One of the most consistent mistakes I see in Thailand’s seasonal markets is the decision to address direct booking strategy during low season, when occupancy pressure is highest and budget is tightest. By that point, you’re building infrastructure under pressure, and the results take time to materialise.

The right time to invest in direct booking infrastructure is during peak season, when the budget is available and the urgency is lower. Build the booking engine, launch the campaigns, set up the CRM flows, and optimise the website while rooms are filling. By the time the shoulder season arrives, the system is working. By the time low season hits, you have a database of direct guests to re-engage and a cost of acquisition that’s far lower than what you’d pay the OTA for the same booking.

This is the difference between a reactive approach to OTA dependency and a strategic one. The former reacts to occupancy problems. The latter prevents them.

The 30% Target Is Achievable

I put a number in the title of this article because I wanted to be specific. A 30% direct booking share is not an exceptional outcome; it’s the average across our active full-service hotel clients after 12 months of work. Some properties exceed it significantly. Some take longer depending on their starting position and how completely they implement the strategy.

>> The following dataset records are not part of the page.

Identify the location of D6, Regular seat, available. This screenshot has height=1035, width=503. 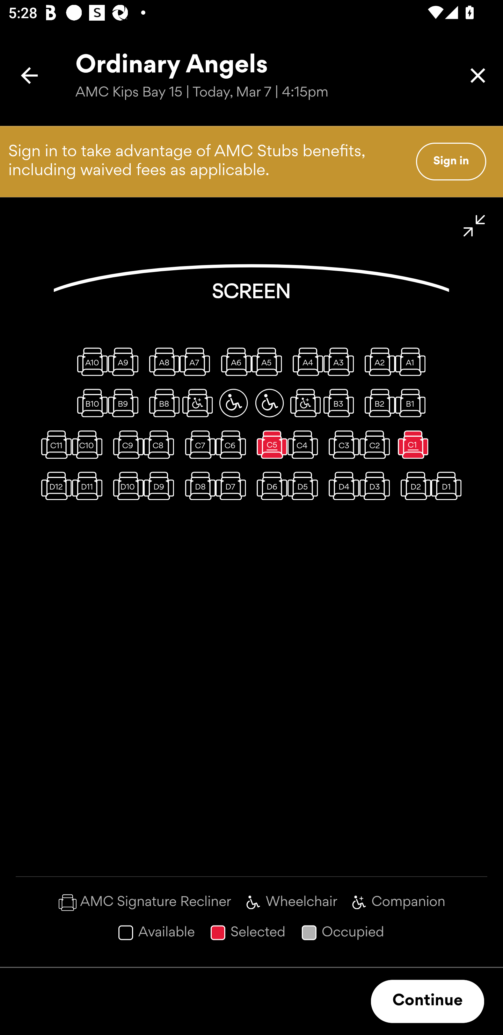
(270, 486).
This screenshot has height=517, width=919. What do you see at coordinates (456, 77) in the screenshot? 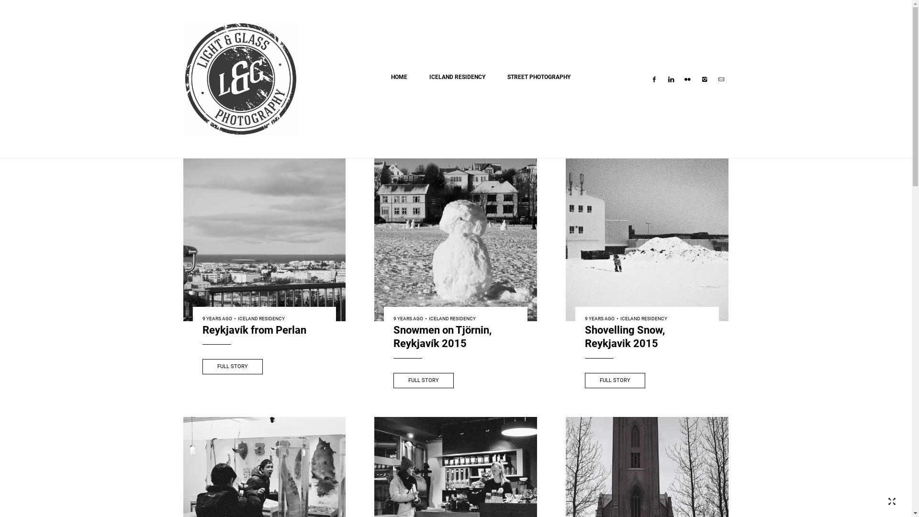
I see `ICELAND RESIDENCY` at bounding box center [456, 77].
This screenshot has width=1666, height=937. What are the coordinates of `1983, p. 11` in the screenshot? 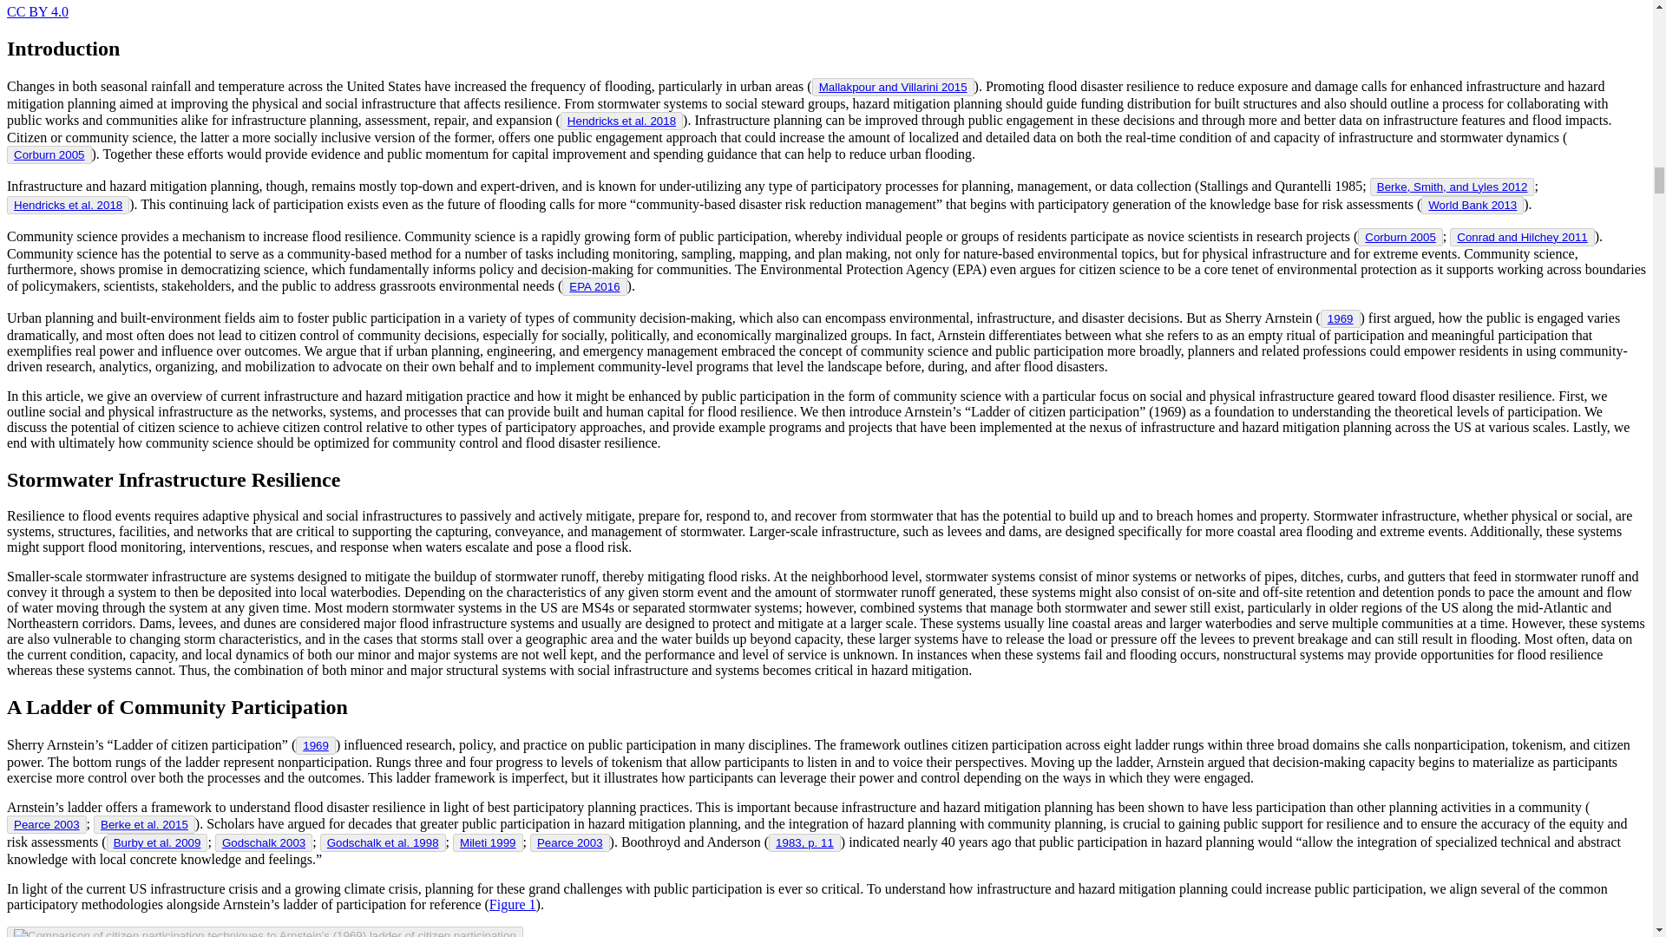 It's located at (805, 843).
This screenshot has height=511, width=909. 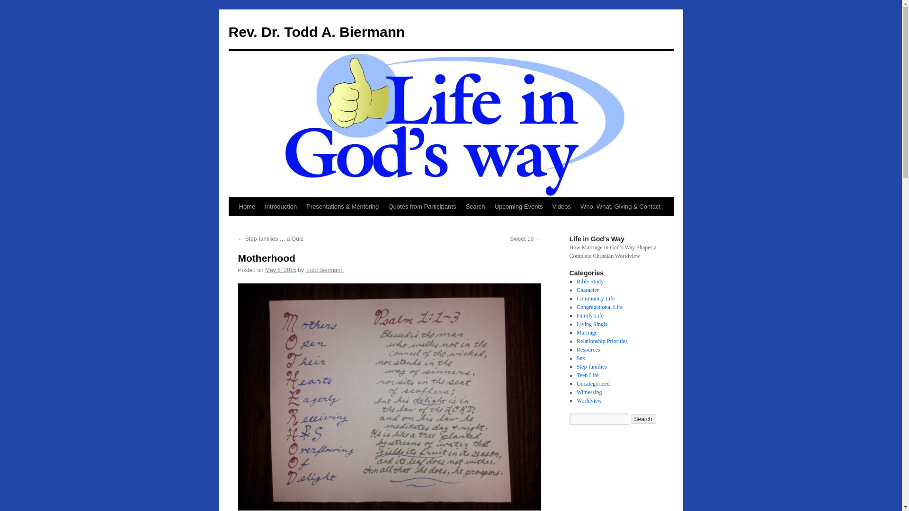 I want to click on May 8, 2015, so click(x=280, y=270).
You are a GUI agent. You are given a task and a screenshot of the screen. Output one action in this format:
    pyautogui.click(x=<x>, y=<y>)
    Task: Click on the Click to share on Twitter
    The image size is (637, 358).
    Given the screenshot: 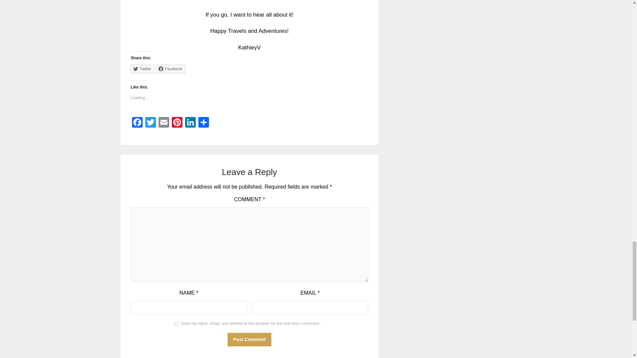 What is the action you would take?
    pyautogui.click(x=142, y=69)
    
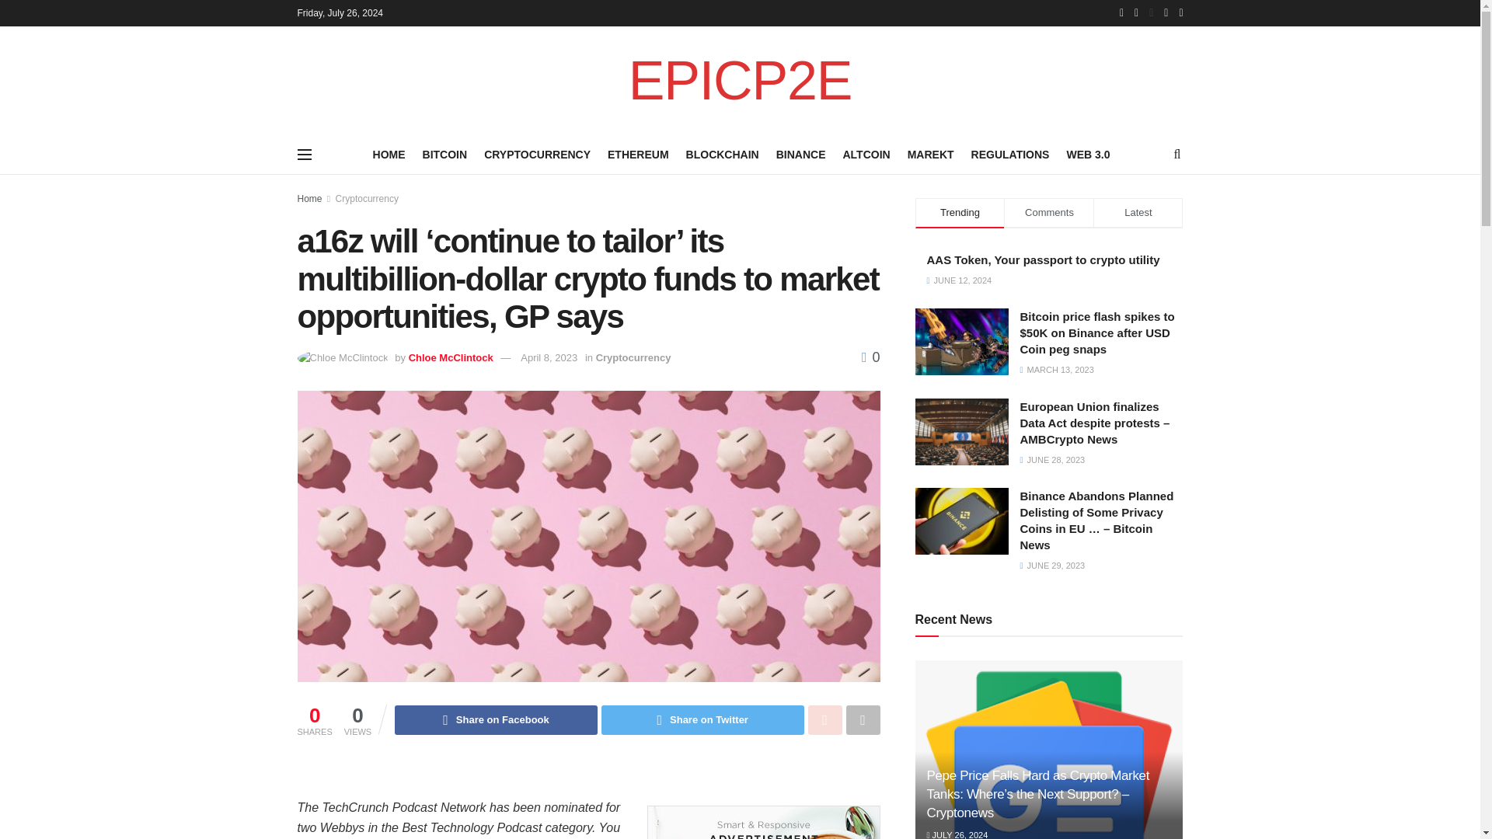 This screenshot has width=1492, height=839. Describe the element at coordinates (702, 720) in the screenshot. I see `Share on Twitter` at that location.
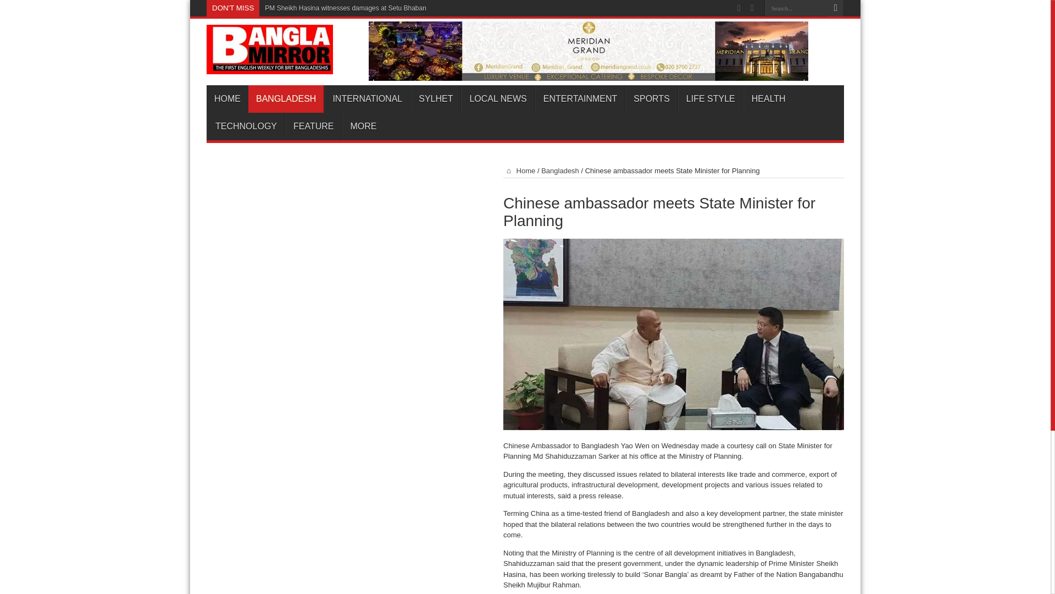 The height and width of the screenshot is (594, 1055). I want to click on Facebook, so click(752, 8).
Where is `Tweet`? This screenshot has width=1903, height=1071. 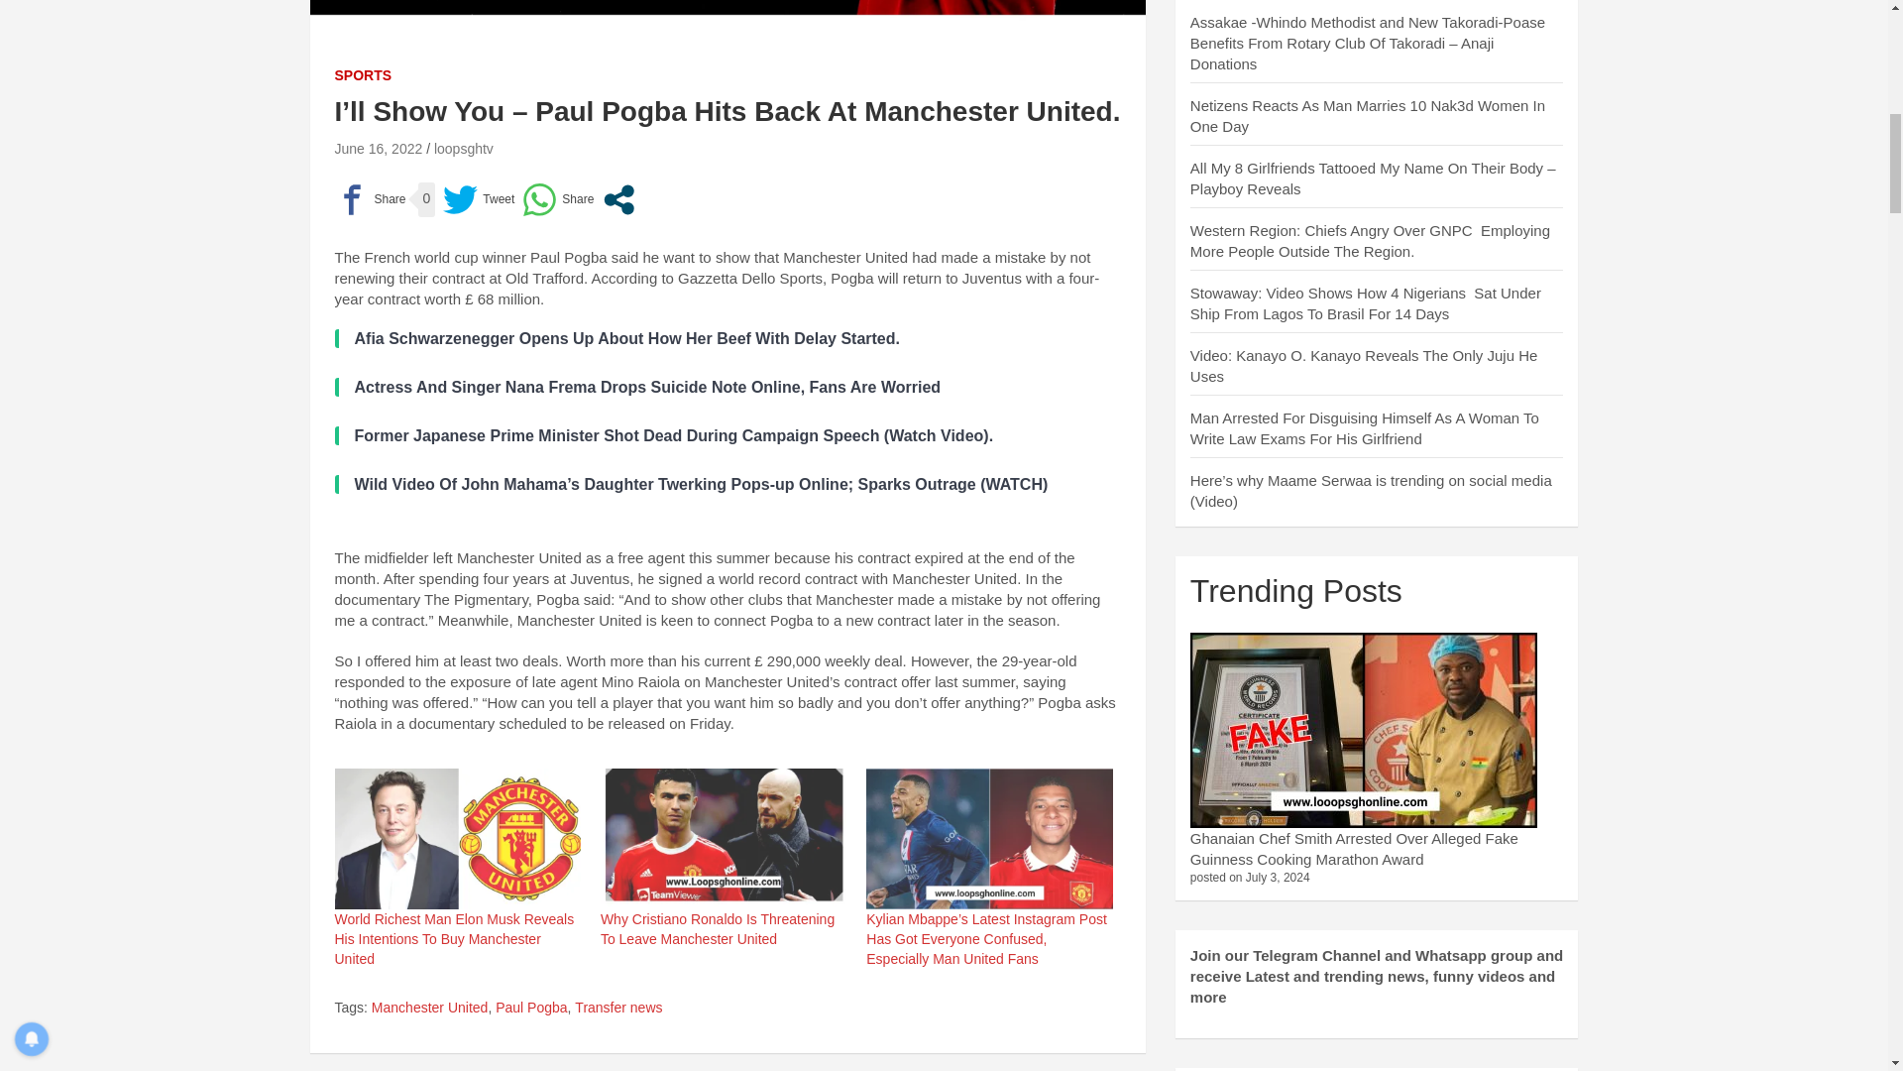 Tweet is located at coordinates (478, 199).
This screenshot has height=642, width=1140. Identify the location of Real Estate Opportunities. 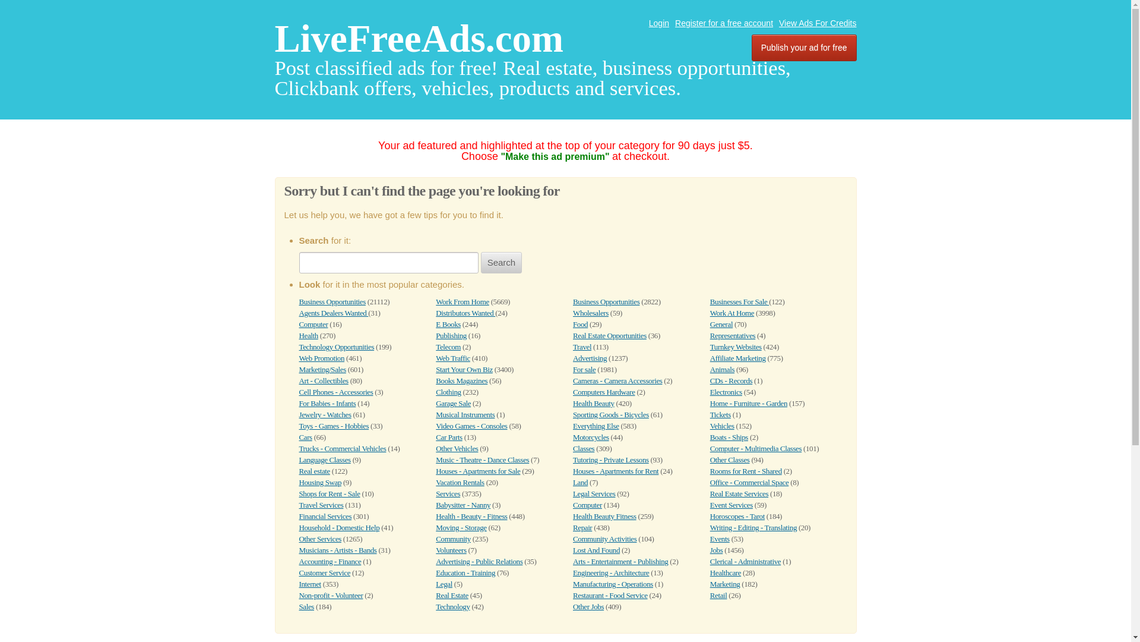
(609, 335).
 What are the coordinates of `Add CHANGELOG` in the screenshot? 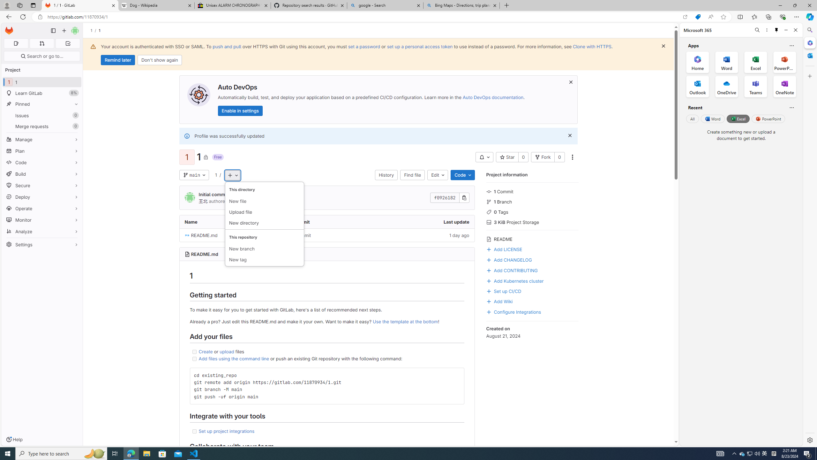 It's located at (509, 259).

But the 30% target is meaningful because it’s the point at which OTA dependency ceases to be existential. A property at 30% direct and 70% OTA is still relying on OTAs, but it has a meaningful direct revenue base, a growing guest database, and the infrastructure to shift that ratio further over time.

Getting there requires investment in the right infrastructure, the right paid media strategy, and the patience to let organic channels compound. It also requires accurate data on where your bookings are coming from and what they’re costing you, something that fewer properties track carefully than you might expect.

If you’re looking at your current OTA dependency and recognising the pattern described here, The Percentage Company specialises in exactly this problem. We’ve built the systems, run the campaigns, and managed the revenue strategy for independent hotels and boutique resorts across Thailand and beyond. We’d be happy to walk through what the numbers look like for your property specifically.

Edward Kennedy
Written By: Edward Kennedy

Co-Founder & Director at The Percentage Company. I started working on websites in 1997 and have been a full-time techie since 2001. I’m committed to leveraging the latest technologies and digital marketing techniques to drive efficiency & improve online sales for our hotel clients. I have a 20+ year track record of success in growing independent hospitality & real estate brands.